Port of Antwerp proudly announced last May that the Saudi company Energy Recovery Systems (ERS) will invest 3.7 billion euros (roughly U.S. $4 billion) in a green project at one of its docks. The Saudi company's waste-to-chemical plant will turn unrecyclable plastic into "green" urea and ammonia through gasification, which could be fed into a cluster of chemical companies already present at Antwerp's port. The Dutch company Howa International as its sole vendor for the waste.

The Port of Antwerp lauded the project as 40 percent more energy-efficient than a classical waste incinerator, but doubts about how green the project actually is have quickly developed.

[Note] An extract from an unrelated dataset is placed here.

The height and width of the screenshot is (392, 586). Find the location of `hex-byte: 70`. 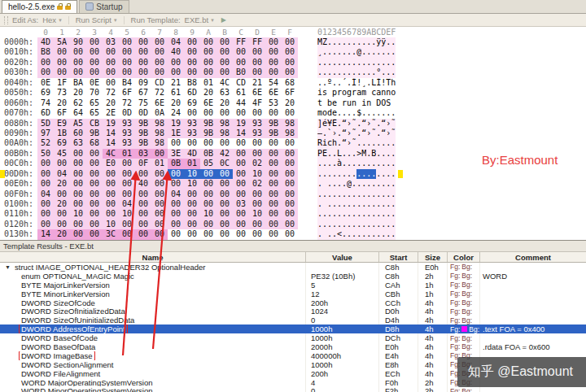

hex-byte: 70 is located at coordinates (94, 93).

Underwhelming results from previous attempts at similar projects, doubts about the project's feasibility report and the uncertain final destination of the plant's products all make the grounds for port management's and city officials' initial euphoria seem less and less certain.

The Plant

When completed, the plant is expected to process roughly 3.5 million tons of unrecyclable plastic waste into around 1.2 million tons of green urea and 645,000 tons of green ammonia every year. Located on a now empty plot on the port's Delwaide dock, the plant would become part of Antwerp's cluster of petrochemical companies and form a closed system that, its constructors claim, will remove a major potential pollutant from the Dutch environment.

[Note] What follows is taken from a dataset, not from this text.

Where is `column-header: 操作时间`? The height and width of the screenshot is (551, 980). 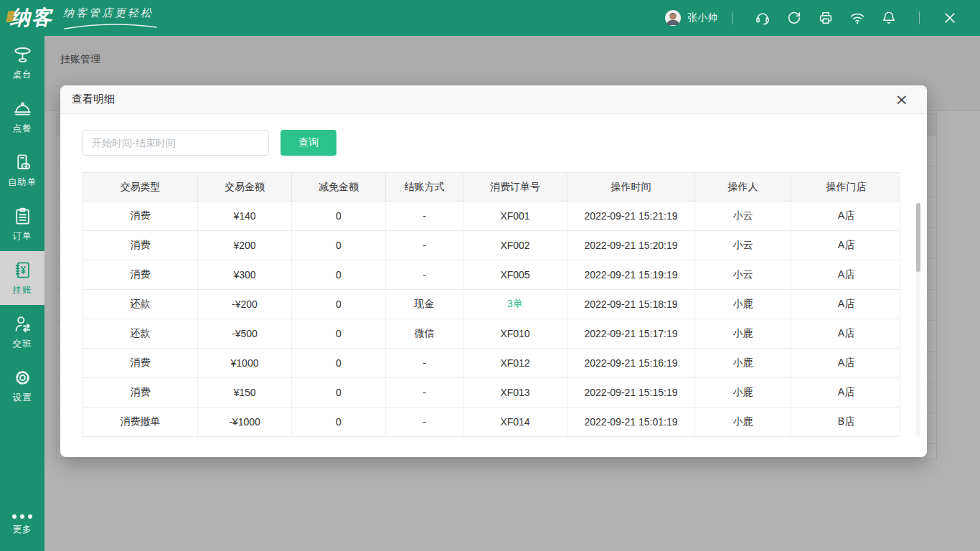 column-header: 操作时间 is located at coordinates (631, 187).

One day after the project was announced, it was reported that a feasibility study had been completed. The study was done by the Flemish Institute for Technological Research (VITO), an organization focusing on clean technology and sustainable development that is listed on ERS's website as a "partner."

The study is not available to the public, but according to VITO, the plant would combine a gassing installation with a chemical synthesis plant for ammonia and urea, which will be linked in a closed system without either a chimney or exhaust--meaning without any emissions. A VITO analyst, Ivo Vanderreydt, said the environmental impact study showed that "the ERS concept for waste management scores better than classical waste burning and electricity production." But there are two problems with this conclusion. First, the chemical composition of plastic contains more carbon than that of urea and ammonia combined, so even if there is no chimney, a significant amount of carbon will be left over from the process. The second problem is the destination of the urea and ammonia themselves.

The Questions

Urea is used as an artificial fertilizer, and, according to the chemicals industry trade site, chemicals-technology.com, the urea produced by the plant would be transported out of the port by 35 ships every year. The green ammonia, meanwhile, would be fed into the port's chemical cluster with pipelines, eliminating the need to transport the chemicals. But the ultimate impact of the plant's products remains unclear. When asked, the Port of Antwerp did not comment on the chemicals' final destination.

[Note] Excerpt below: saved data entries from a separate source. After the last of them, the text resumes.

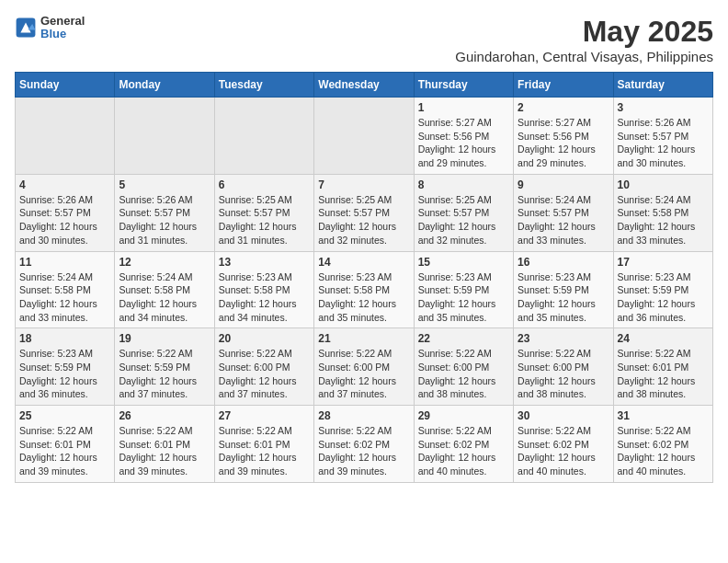 The height and width of the screenshot is (563, 728). I want to click on calendar-cell: 6Sunrise: 5:25 AM Sunset: 5:57 PM Daylig…, so click(264, 213).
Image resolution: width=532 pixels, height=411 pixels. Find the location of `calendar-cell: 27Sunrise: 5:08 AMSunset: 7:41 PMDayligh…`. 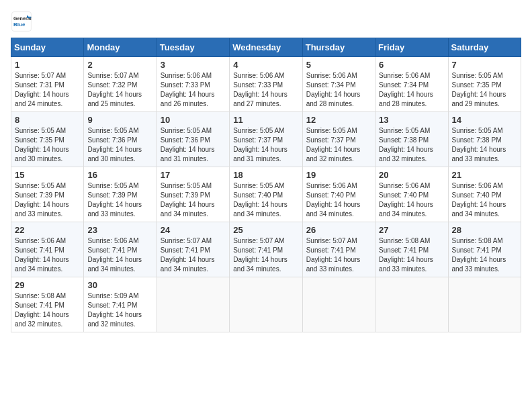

A recent study by Bond Beter Leefmilieu (BBL), an umbrella group of Belgium's environmental organizations, sheds more light on the plant and raises more questions about how it will function in reality. According to study in the project's second phase, the plant would be processing three times more waste than initially announced.

ERS has called the Antwerp plant "the first of its kind," and while innovative technology is crucial in the recycling sector, the plant's unprecedented size brings great uncertainty. According to BBL, worldwide, there is no incinerator or gasification plant that processes 3.5 million tons of waste per year, which makes it extremely difficult to assess its impact and feasibility.

Similar waste gasification plants have been built in the past, the most notable of these constructed by Swiss company Thermoselect. According to a 2013 study by the American Chemistry Council, however, these facilities have been far less cost-efficient than promised. "Several have been closed due to economic pressures [specifically] the price of energy and high costs of operation] and pressures from the environmental community in Europe," the report noted. Two of those facilities, built in Germany and Italy in the 1990s, are now closed.

Asked to comment on the Bond Beter Leefmilieu study, the Port of Antwerp declined to comment on the size of the plant and said the negotiations with ERS will continue. In a statement, the port said, "The public debate will be held once the full picture is available. The matter concerns an enormous investment with a lot of stakeholders. Submitting a clear project is more important than timing."

The plant's construction will begin in a couple of years, but whether the project will be as "green" as initially announced remains to be seen.